Tom Holkenborg: "This is the Pro Tools session that's running in sync with the Cubase session that can be seen in the Cubase screenshots. You can see the track list on the left, which is all the Cubase outputs coming in. The Cubase mixer page with all the meters and old subgroups has matching inputs in Pro Tools. It's an elaborate system, but it works really well. You can see some of the meters in Pro Tools clipping, because I like that sound. The scroll bar at the bottom shows you that this is only part of the session — there are about 200 stem tracks in total in this session.”"Also, when I want to deliver a cue to the mix stage I can just hit print in Pro Tools and everything will go down at the same time, and it's time‑stamped so when the editor imports the tracks they immediately will snap to the right spot in the timeline and will sync up to the picture again. However, Cubase is also able to bounce off all these tracks at the same time, with the SMPTE information embedded. The reason I'm using Pro Tools in addition to Cubase is not because it's the industry standard and fantastic for mixing purposes, which it is, but because of the sound. For me mixing in Cubase is fine, but I prefer to do the summing in Pro Tools. If you drive things with strong transients slightly into the red, Pro Tools adds slight distortion and an additional punch that I really like. Summing in Pro Tools adds some magic that I can't get from any other DAW.
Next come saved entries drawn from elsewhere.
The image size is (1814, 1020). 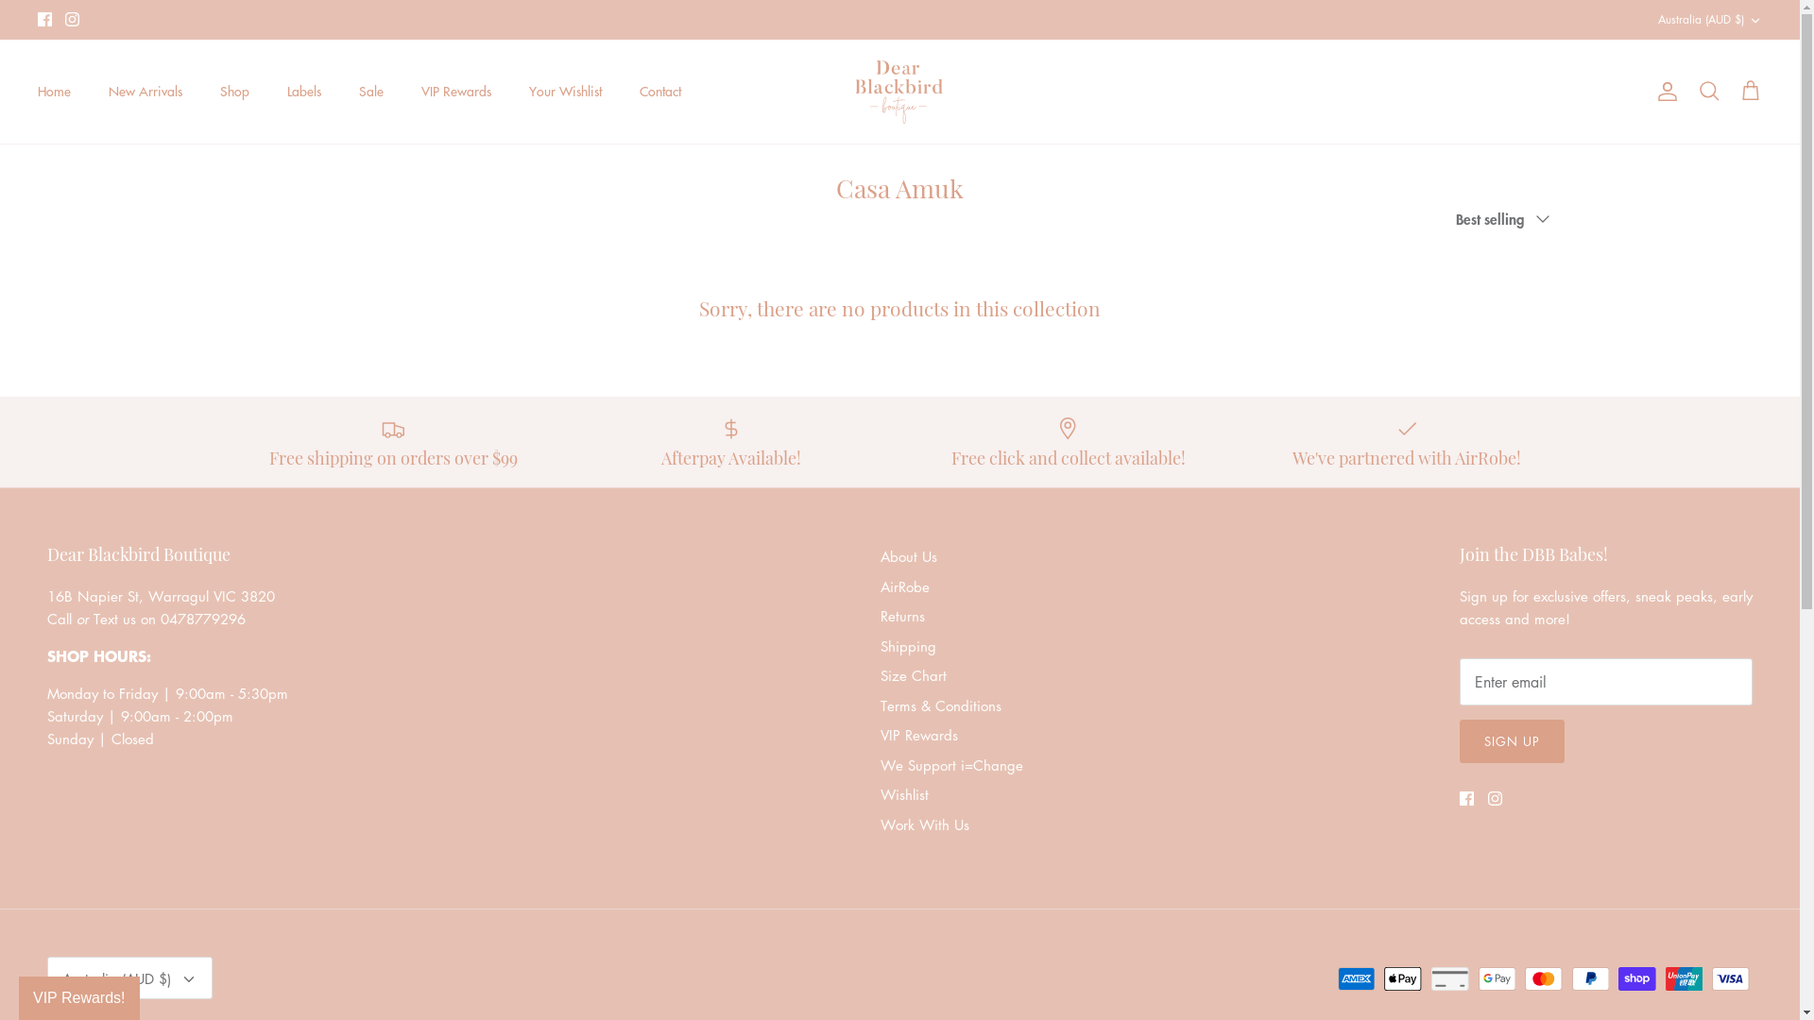 What do you see at coordinates (1512, 742) in the screenshot?
I see `SIGN UP` at bounding box center [1512, 742].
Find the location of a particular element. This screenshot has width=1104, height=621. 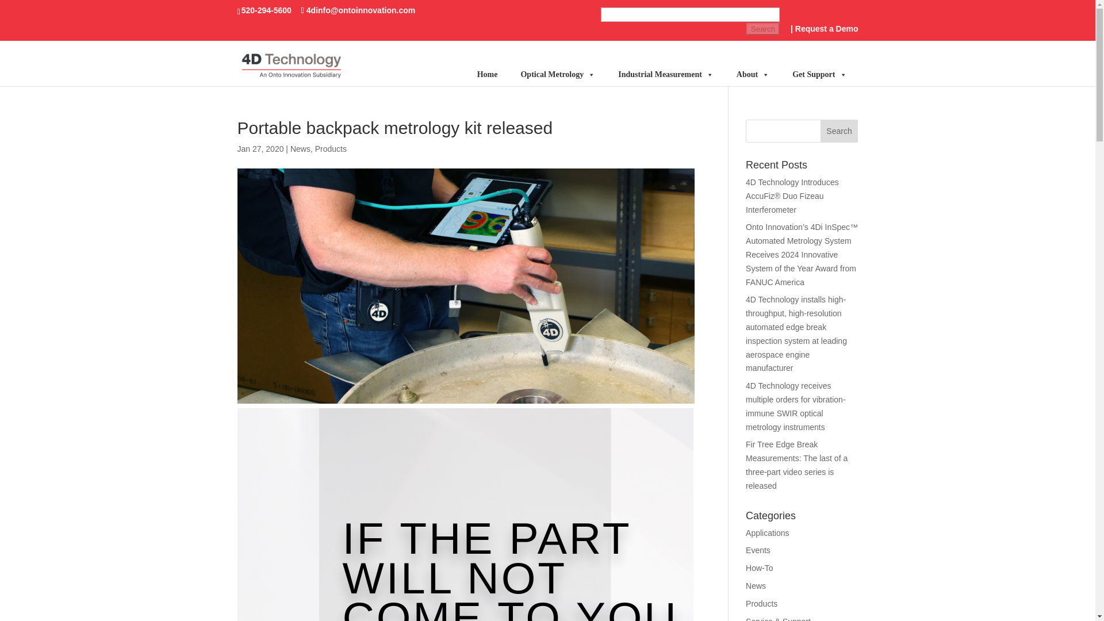

Optical Metrology is located at coordinates (558, 75).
"I have a very large setup, and if it is stable, you run it for as long as possible. The last thing you want to do when you're in This Pro Tools Mix window screen capture shows the final stem session Alan Myerson delivered to the re‑recording mixer. The six live string tracks have sends called 'Str FX Rvb', which is a reverb created by Myerson. The brass tracks further down, 'Ad13‑15', have the Bricasti reverb on the sends. The brass stem tracks are muted in this screenshot.the middle of a project is to update your software, like for example go to Cubase 7 and find that suddenly some plug‑ins don't work and some functions aren't there any more. For this reason I'm still on Cubase 6, and an early release of Pro Tools 10. We also run an early release of Windows 7, which we can do because none of the computers go online. The computers in all four studios are on 24 hours a day, seven days a week, and they never crash. I changed my setup after Man Of Steel 14 months ago and none of the four rooms has had a crash since then. The only thing we do is restart sometimes,just to clear the memory. I used to be one of the technology trendsetters, an early adopter, and would buy software the day it came out, so I have dealt with a lot of the initial bugs that came with all these programs. It's really nice to have had three years of not running ahead of the pack in terms of new software developments.